Award ceremony speech

English

Swedish

Presentation Speech by Kjell Espmark, Member of the Swedish Academy, Member of its Nobel Committee, 10 December 2011.

Your Majesties, Your Royal Highnesses, esteemed Laureates, Ladies and Gentlemen,

Tomas Tranströmer is one of the very few Swedish writers with an influence on world literature. He has been translated into some sixty languages, and has been important to poetry in various parts of the world. The Nobel Laureate Joseph Brodsky admits that he stole more than one metaphor from him. And during a journey among Chinese poets a year ago I found that Tranströmer is their great model.

Why? Is it the brilliant metaphors? I think that is only half the truth. The other half is the visions, the illuminations in everyday life into which the metaphors have been inserted.

Let us consider “Carillon” – “chimes” – where we find the poet in a shabby hotel in Bruges, lying on the bed with his arms stretched out, “an anchor that has dug itself down and holds steady / the huge shadow floating up there / the great unknown”. Or think of the picture of defencelessness in the line, “I have low beaches, if death rises six inches I shall be flooded.” What is important is not such separate images but the overall vision where they form a part. The easily flooded poet is the defenceless centre where now different epochs, now far and near converge. Also the anchor chain from the great unknown centres towards this unpretentious subject. But, in this poem, there is an opposite movement as well. The room’s window faces “The Wild Market Square” and the condition of the soul is projected there: “What I carry within me is materialised there, all terrors, all expectations.” There is a movement both inwards and outwards. Once “the sack splits along its seams and the chimes roll out across Flanders”, next time the same bells “bear us home” on their wings. The metaphors lend a sensuous precision to this huge breathing. Remarkably, this complex text is almost weightless, and speaks immediately to our senses.

There is a similar huge breathing in Baltics. The striking images for understanding versus blockage have been integrated into an interplay between “great doors opening and great doors closing”, between one breath of wind “sighing about other shores” and another leaving the place “desolate and silent”.

But the movement of Tranströmer’s universe is primarily directed towards the centre. His illuminations gather widespread phenomena in one translucent present. We remember from Secrets on the Way the “room that contained every moment – a butterfly museum”. In tacit polemics against colleagues groping for heaven, he begins his first book of poetry with the words, “Waking up is a parachute jump from dreams.” This is a genuine Tranströmer sinking into the centre, towards an earthly summer.

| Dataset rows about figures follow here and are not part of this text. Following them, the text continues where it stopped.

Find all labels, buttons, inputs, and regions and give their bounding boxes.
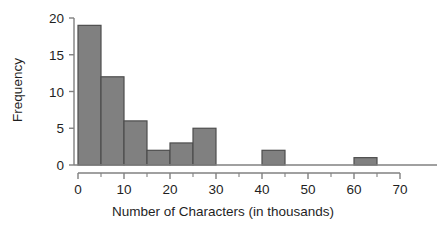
histogram-bar xyxy=(78,25,101,165)
x-axis-title: Number of Characters (in thousands) xyxy=(112,204,334,219)
histogram-bar xyxy=(262,150,285,165)
y-tick-label: 20 xyxy=(49,11,64,26)
x-tick-label: 0 xyxy=(74,182,82,197)
x-tick-label: 50 xyxy=(300,182,315,197)
histogram-bar xyxy=(170,143,193,165)
x-tick-label: 70 xyxy=(392,182,407,197)
y-axis-title: Frequency xyxy=(10,58,25,122)
x-tick-label: 40 xyxy=(254,182,269,197)
y-tick-label: 15 xyxy=(49,48,64,63)
histogram-bar xyxy=(193,128,216,165)
y-tick-label: 0 xyxy=(56,158,64,173)
x-tick-label: 20 xyxy=(162,182,177,197)
histogram-chart: 05101520 010203040506070 Number of Chara… xyxy=(0,0,447,230)
histogram-bar xyxy=(147,150,170,165)
histogram-bar xyxy=(101,77,124,165)
histogram-bar xyxy=(354,158,377,165)
x-tick-label: 10 xyxy=(116,182,131,197)
histogram-bar xyxy=(124,121,147,165)
x-tick-label: 60 xyxy=(346,182,361,197)
x-tick-label: 30 xyxy=(208,182,223,197)
y-tick-label: 5 xyxy=(56,121,64,136)
chart-canvas: 05101520 010203040506070 Number of Chara… xyxy=(0,0,447,230)
y-tick-label: 10 xyxy=(49,85,64,100)
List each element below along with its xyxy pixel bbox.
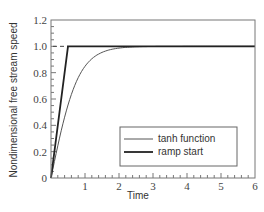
x-tick-label: 3 <box>150 180 156 192</box>
y-tick-label: 0.4 <box>33 119 47 131</box>
legend-label-tanh: tanh function <box>158 133 215 144</box>
legend: tanh function ramp start <box>120 127 237 166</box>
y-tick-label: 0 <box>42 172 48 184</box>
y-axis-title: Nondimensional free stream speed <box>8 22 19 177</box>
line-chart: 12345600.20.40.60.81.01.2 Time Nondimens… <box>0 0 264 212</box>
y-tick-label: 0.6 <box>33 93 47 105</box>
y-tick-label: 1.2 <box>33 14 47 26</box>
y-tick-label: 0.2 <box>33 146 47 158</box>
legend-label-ramp: ramp start <box>158 146 203 157</box>
chart-svg: 12345600.20.40.60.81.01.2 Time Nondimens… <box>0 0 264 212</box>
x-axis-title: Time <box>127 190 149 201</box>
x-tick-label: 6 <box>252 180 258 192</box>
x-tick-label: 1 <box>82 180 88 192</box>
x-tick-label: 4 <box>184 180 190 192</box>
y-tick-label: 1.0 <box>33 40 47 52</box>
x-tick-label: 5 <box>218 180 224 192</box>
y-tick-label: 0.8 <box>33 67 47 79</box>
x-tick-label: 2 <box>116 180 122 192</box>
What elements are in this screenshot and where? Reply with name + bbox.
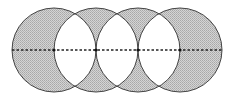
intersection-dot-2: [94, 48, 97, 51]
intersection-dot-4: [178, 48, 181, 51]
overlapping-circles-diagram: [0, 0, 230, 97]
intersection-dot-3: [136, 48, 139, 51]
intersection-dot-1: [52, 48, 55, 51]
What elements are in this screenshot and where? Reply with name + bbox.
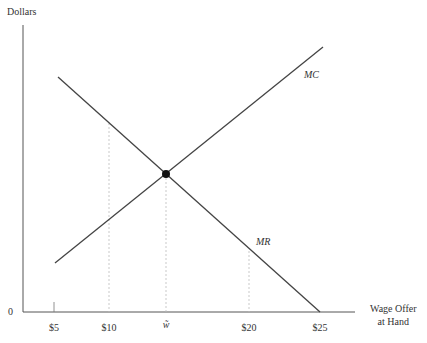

In “Schubertiana”, the precision of this movement towards the centre is caught by the image of the swallows flying for six weeks over two continents “to last year’s nest under the guttering of this very barn in this very parish”. Their flight towards “precisely this vanishing dot in the land-mass” corresponds to the way Schubert “catches the signals from a whole life in a few ordinary chords for five strings”.

Tranströmer’s development has moved towards ever greater openness. His Swedish geography has expanded into the shimmering spiral galaxy of New York and the crowds of Shanghai getting “our silent planet going with their tramping”. And fragments of world politics now and then glitter in the poems. At the same time the picture of unpretentiousness becomes clearer: “I have graduated from the university of oblivion and am as empty-handed as the shirt on the washing-line.” With this relaxed authority, Tranströmer can speak for many of us. Even at an early stage he says, “Each man is a half-open door / leading to a room for everyone.” This is where we are at last – the room that once contained every moment now contains all of us.

Dear Tomas.

It is a great pleasure for me to convey to you the warmest congratulations of the Swedish Academy and to ask you to come forward to receive the Nobel Prize in Literature from the hands of His Majesty the King.